There are recurring patterns in how magic is handled in fantastic tales; magic (assuming it is handled consistently) can only enter into a tale if it is emblematic of, or correlative to, something else. Depending on whether the magic in question is something out of human hands or under human control, magic will serve as emblem or correlate either of a numinal/religious order, a providence, so to speak, or of specialized skill. However it is conceived as to details, magic has to be either something in the order of things or something people are capable of doing. The latter is perhaps the more common. Magic as usually conceived in a story or narrative is a subjective causation of marvelous objective effects; and the subjective causation of objective effects that is best known in our natural, ordinary, everyday experience is technical skill. Some specialized skills, in fact, seem at their best to border on this, anyway. Lots of the different 'flavors' of fantasy arise from the particular kind of skill that is used as the correlate. Thus Tolkien's Elves and Dwarves do magic; their magic is in general an idealized artistry. (Tolkien is quite explicit about this, but it could have been inferred anyway from the kind of things they can do.) This is very different from the kind of magic represented in, say, The Dresden Files, which is correlative not to art but to skills related to forensic investigation. In principle, any technical skill that already seems, at its height, to border on the marvelous or amazing can easily serve as a model for a kind of magic, and any context for such a skill can easily be 'fantasticized'. Metalwork, dancing, singing, hunting, reading and writing, computer programming, have all at some point or other been treated in this way.
The reverse is true, as well, though; it's not just a matter of human storytelling. Just as we build tales of magic or fantastic deeds on the model of real skills and crafts, so, too, we talk about real skills and crafts in magical terms. This has always been the case and will certainly always be the case.
This latter point can complicate our understanding of history. People's assumptions about the way alchemy or astrology was practiced, for instance, are a mish-mash of different elements. Some of the things people assume were obviously true about medieval or Renaissance alchemy were outright inventions, mere literary tropes that arose because they sounded good in a particular context, and that continued to be used because they made for striking effects in stories. Others have a connection to real alchemical practice, but may be filtered through various literary and artistic symbolisms. Yet others may have their first origin in outright fabrication and counterfeit, as if advertisements and frauds about 'fractal water' or 'health through quantum effects' were, three hundred years from now, taken as obviously the sort of thing twentieth century physicists were normally trying to do. You can imagine people half a millenium from now just taking it as obvious that forensic investigation in our day had such-and-such features that were in fact pieces variously derived from police reports, news outlets including the tabloids, Basil Rathbone movies, CSI, Nero Wolfe, and The Dresden Files. It would obviously have a connection of some sort to real criminal investigation, but it will have been filtered through any number of other outlets. This is pretty much what most people's view of alchemy is: a mish-mash thrown together from various fragments of genuine alchemical practice, literary use of alchemy as a symbol, and confidence games involving alchemical terminology, treated as if it were an accurate rendering of what alchemists did or attempted to do.
When this happens on a major scale, historical investigation becomes very difficult; it requires a very careful regard for which kind of alchemy, which image of alchemy, and which use of alchemical ideas and terminology are relevant at a given time. The actual skills and crafts used by most alchemists may have no natural connection with later images of them, and when they do, it may not be straightforward. The lives of alchemists in general were less involved in attempting 'magical' things than we often assume. This doesn't mean that it wasn't there, but it does mean that we should be careful about how we treat the question, because, again, people talk of ordinary skills in magical terms for any number of reasons. If you take an extensive survey of how people talk about the sciences today, you would find exactly the same kind of talk; sometimes as figures of speech for talking about excellence or ideals in the field, sometimes as rhetoric to play up frauds or to win arguments, sometimes as symbolism for something else, sometimes as striking effects in science-fiction stories. Think about how mixed a group that is, and how strange the science of our day will look several centuries from now when people (other than historians of science) are no longer making a clear distinction among these different discourses. How benighted and foolish we will look!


◆ **Your assignment**
Each line of data below must be printed exactly as written, with any pictures removed.

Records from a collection
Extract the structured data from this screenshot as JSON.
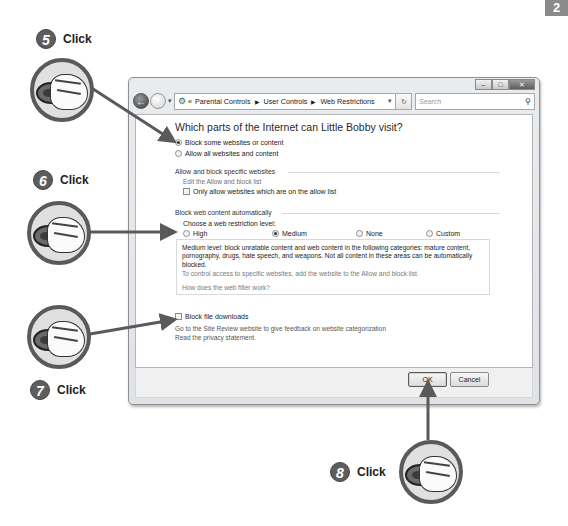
{
  "page_tab": "2",
  "window": {
    "caption_buttons": [
      "minimize",
      "maximize",
      "close"
    ],
    "breadcrumb": [
      "Parental Controls",
      "User Controls",
      "Web Restrictions"
    ],
    "breadcrumb_prefix": "«",
    "search_placeholder": "Search",
    "refresh_glyph": "↻",
    "dropdown_glyph": "▾"
  },
  "content": {
    "title": "Which parts of the Internet can Little Bobby visit?",
    "mode_options": [
      {
        "label": "Block some websites or content",
        "selected": true
      },
      {
        "label": "Allow all websites and content",
        "selected": false
      }
    ],
    "allow_block_section": {
      "header": "Allow and block specific websites",
      "edit_link": "Edit the Allow and block list",
      "only_allow_checkbox": {
        "label": "Only allow websites which are on the allow list",
        "checked": false
      }
    },
    "auto_block_section": {
      "header": "Block web content automatically",
      "prompt": "Choose a web restriction level:",
      "levels": [
        {
          "label": "High",
          "selected": false
        },
        {
          "label": "Medium",
          "selected": true
        },
        {
          "label": "None",
          "selected": false
        },
        {
          "label": "Custom",
          "selected": false
        }
      ],
      "description": "Medium level:  block unratable content and web content in the following categories:  mature content, pornography, drugs, hate speech, and weapons.  Not all content in these areas can be automatically blocked.",
      "tip": "To control access to specific websites, add the website to the Allow and block list.",
      "help_link": "How does the web filter work?"
    },
    "block_downloads_checkbox": {
      "label": "Block file downloads",
      "checked": false
    },
    "site_review_link": "Go to the Site Review website to give feedback on website categorization",
    "privacy_link": "Read the privacy statement."
  },
  "footer": {
    "ok_label": "OK",
    "cancel_label": "Cancel"
  },
  "callouts": [
    {
      "number": "5",
      "label": "Click"
    },
    {
      "number": "6",
      "label": "Click"
    },
    {
      "number": "7",
      "label": "Click"
    },
    {
      "number": "8",
      "label": "Click"
    }
  ],
  "colors": {
    "arrow": "#5a5a5a",
    "step_badge": "#5d5d5d",
    "window_frame": "#dfe3e7"
  }
}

◆ **Completed task**
Extract the structured data from this screenshot as JSON.
{
  "page_tab": "2",
  "window": {
    "caption_buttons": [
      "minimize",
      "maximize",
      "close"
    ],
    "breadcrumb": [
      "Parental Controls",
      "User Controls",
      "Web Restrictions"
    ],
    "breadcrumb_prefix": "«",
    "search_placeholder": "Search",
    "refresh_glyph": "↻",
    "dropdown_glyph": "▾"
  },
  "content": {
    "title": "Which parts of the Internet can Little Bobby visit?",
    "mode_options": [
      {
        "label": "Block some websites or content",
        "selected": true
      },
      {
        "label": "Allow all websites and content",
        "selected": false
      }
    ],
    "allow_block_section": {
      "header": "Allow and block specific websites",
      "edit_link": "Edit the Allow and block list",
      "only_allow_checkbox": {
        "label": "Only allow websites which are on the allow list",
        "checked": false
      }
    },
    "auto_block_section": {
      "header": "Block web content automatically",
      "prompt": "Choose a web restriction level:",
      "levels": [
        {
          "label": "High",
          "selected": false
        },
        {
          "label": "Medium",
          "selected": true
        },
        {
          "label": "None",
          "selected": false
        },
        {
          "label": "Custom",
          "selected": false
        }
      ],
      "description": "Medium level:  block unratable content and web content in the following categories:  mature content, pornography, drugs, hate speech, and weapons.  Not all content in these areas can be automatically blocked.",
      "tip": "To control access to specific websites, add the website to the Allow and block list.",
      "help_link": "How does the web filter work?"
    },
    "block_downloads_checkbox": {
      "label": "Block file downloads",
      "checked": false
    },
    "site_review_link": "Go to the Site Review website to give feedback on website categorization",
    "privacy_link": "Read the privacy statement."
  },
  "footer": {
    "ok_label": "OK",
    "cancel_label": "Cancel"
  },
  "callouts": [
    {
      "number": "5",
      "label": "Click"
    },
    {
      "number": "6",
      "label": "Click"
    },
    {
      "number": "7",
      "label": "Click"
    },
    {
      "number": "8",
      "label": "Click"
    }
  ],
  "colors": {
    "arrow": "#5a5a5a",
    "step_badge": "#5d5d5d",
    "window_frame": "#dfe3e7"
  }
}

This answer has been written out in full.